Former wrestler Dave Bautista has the chops, as they say, for comedy. He was terrific in the ensemble of Glass Onion: A Knives Out Mystery, playing a claptrap-spouting men’s rights influencer. But there’s not much going on in his performance here, headlining a charmless action comedy as a CIA tough guy in overprotective dad mode. Bautista’s delivery looks practically comatose at points, like a grizzly bear with tranquilliser dart hanging out of its neck, just about to thud to the ground, face bewildered and semi-paralysed.

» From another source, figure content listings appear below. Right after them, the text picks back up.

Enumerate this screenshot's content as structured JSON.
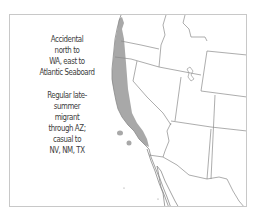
{
  "map": {
    "title": "",
    "range_color": "#a8a8a8",
    "border_color": "#8a8a8a",
    "frame_color": "#c8c8c8",
    "regions_shown": [
      "Washington",
      "Oregon",
      "California",
      "Idaho",
      "Nevada",
      "Utah",
      "Wyoming",
      "Arizona",
      "Colorado",
      "New Mexico",
      "Baja California",
      "Sonora"
    ]
  },
  "notes": [
    {
      "lines": [
        "Accidental",
        "north to",
        "WA, east to",
        "Atlantic Seaboard"
      ]
    },
    {
      "lines": [
        "Regular late-",
        "summer",
        "migrant",
        "through AZ;",
        "casual to",
        "NV, NM, TX"
      ]
    }
  ]
}
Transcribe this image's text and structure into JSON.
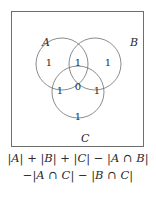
{
  "figure": {
    "type": "venn-diagram",
    "background_color": "#ffffff",
    "stroke_color": "#6e6e6e",
    "text_color": "#2b2b2b"
  },
  "box": {
    "border_color": "#6e6e6e"
  },
  "sets": [
    {
      "key": "A",
      "label": "A",
      "label_x": 30,
      "label_y": 25
    },
    {
      "key": "B",
      "label": "B",
      "label_x": 118,
      "label_y": 25
    },
    {
      "key": "C",
      "label": "C",
      "label_x": 69,
      "label_y": 121
    }
  ],
  "regions": [
    {
      "key": "A-only",
      "label": "A only",
      "count": "1",
      "x": 37,
      "y": 46
    },
    {
      "key": "AB",
      "label": "A and B",
      "count": "1",
      "x": 66,
      "y": 46
    },
    {
      "key": "B-only",
      "label": "B only",
      "count": "1",
      "x": 96,
      "y": 46
    },
    {
      "key": "AC",
      "label": "A and C",
      "count": "1",
      "x": 48,
      "y": 74
    },
    {
      "key": "ABC",
      "label": "A and B and C",
      "count": "0",
      "x": 66,
      "y": 70
    },
    {
      "key": "BC",
      "label": "B and C",
      "count": "1",
      "x": 85,
      "y": 74
    },
    {
      "key": "C-only",
      "label": "C only",
      "count": "1",
      "x": 66,
      "y": 100
    }
  ],
  "formula": {
    "line1": "|A| + |B| + |C| − |A ∩ B|",
    "line2": "−|A ∩ C| − |B ∩ C|",
    "full": "|A| + |B| + |C| − |A ∩ B| − |A ∩ C| − |B ∩ C|"
  }
}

The movie is a sequel to My Spy from 2020, in which Bautista’s CIA agent JJ is assigned to protect a nine-year-old girl, Sophie (Chloe Coleman). Five years on, JJ is married to Sophie’s mum and, squeezing his hulking frame into a suit, has switched to a desk job to spend more time with his new family. His colleagues think he’s gone soft, and in 14-year-old Sophie’s eyes her stepdad has gone from hero to embarrassment. She wants a bit more freedom (hyper-vigilant JJ gives her a mobile phone with a built-in taser) but is mortified when JJ is picked to chaperone her school choir trip to perform at the Vatican – where, incidentally, some baddies are searching for a Soviet suitcase nuke squirrelled away during the cold war.

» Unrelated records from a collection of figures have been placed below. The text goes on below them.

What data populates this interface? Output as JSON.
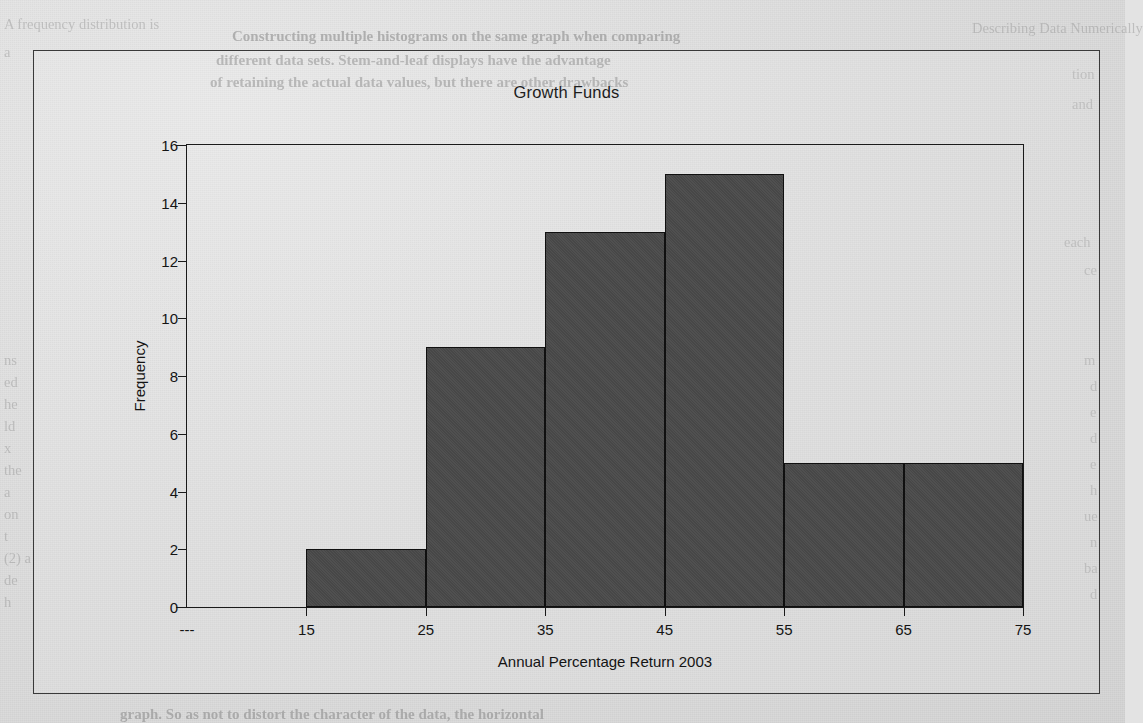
{
  "page": {
    "background_color": "#dedede",
    "bleed_through_lines": [
      {
        "text": "Constructing multiple histograms on the same graph when comparing",
        "x": 232,
        "y": 28,
        "style": "head"
      },
      {
        "text": "different data sets. Stem-and-leaf displays have the advantage",
        "x": 216,
        "y": 52,
        "style": "head"
      },
      {
        "text": "of retaining the actual data values, but there are other drawbacks",
        "x": 210,
        "y": 74,
        "style": "head"
      },
      {
        "text": "A frequency distribution is",
        "x": 4,
        "y": 16,
        "style": "side"
      },
      {
        "text": "a",
        "x": 4,
        "y": 44,
        "style": "side"
      },
      {
        "text": "ns",
        "x": 4,
        "y": 352,
        "style": "side"
      },
      {
        "text": "ed",
        "x": 4,
        "y": 374,
        "style": "side"
      },
      {
        "text": "he",
        "x": 4,
        "y": 396,
        "style": "side"
      },
      {
        "text": "ld",
        "x": 4,
        "y": 418,
        "style": "side"
      },
      {
        "text": "x",
        "x": 4,
        "y": 440,
        "style": "side"
      },
      {
        "text": "the",
        "x": 4,
        "y": 462,
        "style": "side"
      },
      {
        "text": "a",
        "x": 4,
        "y": 484,
        "style": "side"
      },
      {
        "text": "on",
        "x": 4,
        "y": 506,
        "style": "side"
      },
      {
        "text": "t",
        "x": 4,
        "y": 528,
        "style": "side"
      },
      {
        "text": "(2) a",
        "x": 4,
        "y": 550,
        "style": "side"
      },
      {
        "text": "de",
        "x": 4,
        "y": 572,
        "style": "side"
      },
      {
        "text": "h",
        "x": 4,
        "y": 594,
        "style": "side"
      },
      {
        "text": "graph. So as not to distort the character of the data, the horizontal",
        "x": 120,
        "y": 706,
        "style": "head"
      },
      {
        "text": "Describing Data Numerically",
        "x": 972,
        "y": 20,
        "style": "side"
      },
      {
        "text": "tion",
        "x": 1072,
        "y": 66,
        "style": "side"
      },
      {
        "text": "and",
        "x": 1072,
        "y": 96,
        "style": "side"
      },
      {
        "text": "each",
        "x": 1064,
        "y": 234,
        "style": "side"
      },
      {
        "text": "ce",
        "x": 1084,
        "y": 262,
        "style": "side"
      },
      {
        "text": "m",
        "x": 1084,
        "y": 352,
        "style": "side"
      },
      {
        "text": "d",
        "x": 1090,
        "y": 378,
        "style": "side"
      },
      {
        "text": "e",
        "x": 1090,
        "y": 404,
        "style": "side"
      },
      {
        "text": "d",
        "x": 1090,
        "y": 430,
        "style": "side"
      },
      {
        "text": "e",
        "x": 1090,
        "y": 456,
        "style": "side"
      },
      {
        "text": "h",
        "x": 1090,
        "y": 482,
        "style": "side"
      },
      {
        "text": "ue",
        "x": 1084,
        "y": 508,
        "style": "side"
      },
      {
        "text": "n",
        "x": 1090,
        "y": 534,
        "style": "side"
      },
      {
        "text": "ba",
        "x": 1084,
        "y": 560,
        "style": "side"
      },
      {
        "text": "d",
        "x": 1090,
        "y": 586,
        "style": "side"
      }
    ]
  },
  "chart_data": {
    "type": "bar",
    "title": "Growth Funds",
    "xlabel": "Annual Percentage Return 2003",
    "ylabel": "Frequency",
    "grid": false,
    "legend": "none",
    "bar_color": "#4a4a4a",
    "bar_edge_color": "#101010",
    "ylim": [
      0,
      16
    ],
    "yticks": [
      0,
      2,
      4,
      6,
      8,
      10,
      12,
      14,
      16
    ],
    "ytick_labels": [
      "0",
      "2",
      "4",
      "6",
      "8",
      "10",
      "12",
      "14",
      "16"
    ],
    "xtick_labels": [
      "---",
      "15",
      "25",
      "35",
      "45",
      "55",
      "65",
      "75"
    ],
    "xtick_positions": [
      0,
      1,
      2,
      3,
      4,
      5,
      6,
      7
    ],
    "bin_edges_index": [
      1,
      2,
      3,
      4,
      5,
      6,
      7
    ],
    "categories": [
      "10-20",
      "20-30",
      "30-40",
      "40-50",
      "50-60",
      "60-70"
    ],
    "values": [
      2,
      9,
      13,
      15,
      5,
      5
    ],
    "bars": [
      {
        "label": "10-20",
        "left_index": 1,
        "right_index": 2,
        "value": 2
      },
      {
        "label": "20-30",
        "left_index": 2,
        "right_index": 3,
        "value": 9
      },
      {
        "label": "30-40",
        "left_index": 3,
        "right_index": 4,
        "value": 13
      },
      {
        "label": "40-50",
        "left_index": 4,
        "right_index": 5,
        "value": 15
      },
      {
        "label": "50-60",
        "left_index": 5,
        "right_index": 6,
        "value": 5
      },
      {
        "label": "60-70",
        "left_index": 6,
        "right_index": 7,
        "value": 5
      }
    ]
  }
}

There are some nice enough performances, particularly from Ken Jeong as JJ’s CIA boss and Anna Faris playing the high school deputy principal leading the choir trip. But tonally the movie is all over the place. For chunks, it plays as a good-natured family entertainment in the tradition of bodybuilding babysitter movies like Kindergarten Cop and Mr Nanny. Then it switches to Bond-style globetrotting action that has earned it a PG-13 rating in the US. One excruciatingly awful sequence involves a flock of killer budgerigars trained by MI6. Perhaps it’s unfair to expect too much from Bautista in the circumstances. Still, I didn’t buy him as CIA; how many agents have a unicorn tattooed on their neck?